Sissi, released in 1955 and directed by Ernst Marischka, was the most famous and most successful entry in the heimatfilm genre.
Sissi made sixteen-year-old Romy Schneider a major star. The male lead is Karlheinz Böhm, best-known to English-speaking audiences as the star of Michael Powell’s notorious Peeping Tom.
The heimatfilm (or homeland film) was an incredibly popular film genre in West Germany and Austria in the 1950s. It’s a genre that has for decades been despised by German film scholars and critics and it’s a genre that was passionately loathed by the intellectuals who supported the so-called New German Cinema that emerged in the 60s. To them it represented everything they hated about the German film industry of the 1950s.
Much of this loathing was simply intellectual snobbery. Intellectuals tend to be enraged by the kinds of movies that audiences actually enjoy. In the case of the heimatfilm there was also the fact that this was a genre aimed very much at a female audience. The condescension with which critics and film scholars regarded Hollywood “women’s pictures” was mirrored by a similar condescension in Germany towards movies such as the heimatfilm.
Heimatfilms were a mixture of romantic melodrama and comedy and were determinedly optimistic in tone. They were lavish productions with lots of location shooting in picturesque countryside and they looked gorgeous.
Sissi tells the story of the budding romance between Bavarian Duchess Elisabeth (known as Sissi) and the young Emperor of Austria, Franz Joseph. The movie turns the story into a kind of fairytale romance. In reality Sissi’s life (she was actually nicknamed Sisi rather than Sissi) was somewhat tragic and the marriage was a long way from a fairytale romance. But this is the world of the movies, in which real life plays no part.
As the movie opens Duchess Ludovika is hoping to marry her daughter Helene (known as Nene) to the handsome young Emperor Franz Joseph. But it is Nene’s high-spirited kid sister Sissi (Romy Schneider) who catches the emperor’s eye. It seems hopeless since the Emperor’s mother, the Archduchess Sophie, has decided he’s going to marry Nene. The young emperor usually does what his mother tells him to do, but this time things might be different. He has fallen head-over-heels in love with Sissi. He really is determined to marry her.
That’s about all there is to the plot. I’s just a matter of whether Franz Joseph can overcome the obstacles that his mother will put in his way.
His mother does not approve of Sissi, considering her to be uncouth, headstrong and rebellious. She is of course all of those things.
The story plays out like a fairy tale. A handsome emperor and a beautiful spirited princess in love, having to battle the emperor’s imperious and rather scary mother who is determined to thwart their romance and with the beautiful princess’s sister as her rival for the handsome emperor’s love. The settings look like they’re straight out of a fairy tale. The whole movie takes place in what is in effect a fairytale world. This is a gloriously frothy insanely romantic movie which makes no concessions whatsoever to historical accuracy or to the real world. And that’s its charm.
Karlheinz Böhm plays Francis Joseph as a perfect Prince Charming. Romy Schneider is charming and likeable.
Incidentally Sissi’s mother in the movie is played by Magda Schneider, who was Romy Schneider’s real-life mother.
There’s some comic relief from Josef Meinrad as Major Böckl, the bumbling chief of palace security, and from Gustav Knuth and Sissi’s father Duke Max, a bit of a bumpkin but rather wise in his own way. And the comic relief is genuinely amusing.
Had it been made in Hollywood this movie would have been shot in Technicolor but being Austrian it was shot in Agfacolor which has a softer slightly more pastel look which matches the tone of the movie perfectly. I have no idea what the budget was but this movie certainly looks lavish and expensive.
Umbrella in Australia have released this movie (and its two sequels plus a fourth movie which is a sort of prequel) in a four-disc DVD set. The films are in German with removable English subtitles. Sissi gets a pretty impressive transfer. It’s in the correct 1.37:1 aspect ratio. And the set is very inexpensive. The Sissi trilogy has also had a Blu-Ray release.
If you’re in the mood to indulge yourself in a lightweight feelgood fluffy romance with a fairytale vibe then this movie is just what you’re looking for. And it has Romy Schneider. Sissi is recommended.
Dee, I really enjoyed your interesting write-up of SISSI(1955), which is a movie and series that I'm not familiar with. Although, I'm familiar with the Historical background. This movie series is intriguing to me.
ReplyDeleteWalter, SISSI is so lightweight that it almost floats away but if you're in the mood for visually stunning fluffy romance it has real charm. And it's hard not to fall in love with Romy Schneider. SISSI is fairly easy to find in English-friendly versions on DVD.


● Work instructions
With the line that contains "Task: Click on" as the final line, return every line from the start of the data below exactly.

-*-*-

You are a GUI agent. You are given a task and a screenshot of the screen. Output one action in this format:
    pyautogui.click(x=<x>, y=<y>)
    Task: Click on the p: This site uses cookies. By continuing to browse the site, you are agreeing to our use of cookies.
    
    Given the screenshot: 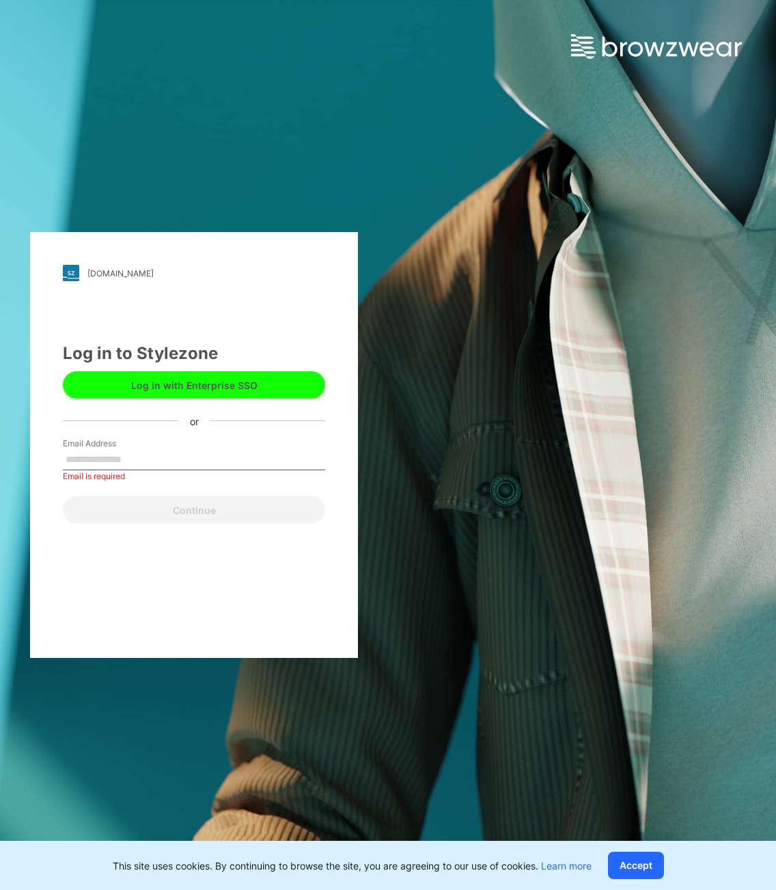 What is the action you would take?
    pyautogui.click(x=352, y=866)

-*-*-

● Finished task
You are a GUI agent. You are given a task and a screenshot of the screen. Output one action in this format:
    pyautogui.click(x=<x>, y=<y>)
    Task: Click on the p: This site uses cookies. By continuing to browse the site, you are agreeing to our use of cookies.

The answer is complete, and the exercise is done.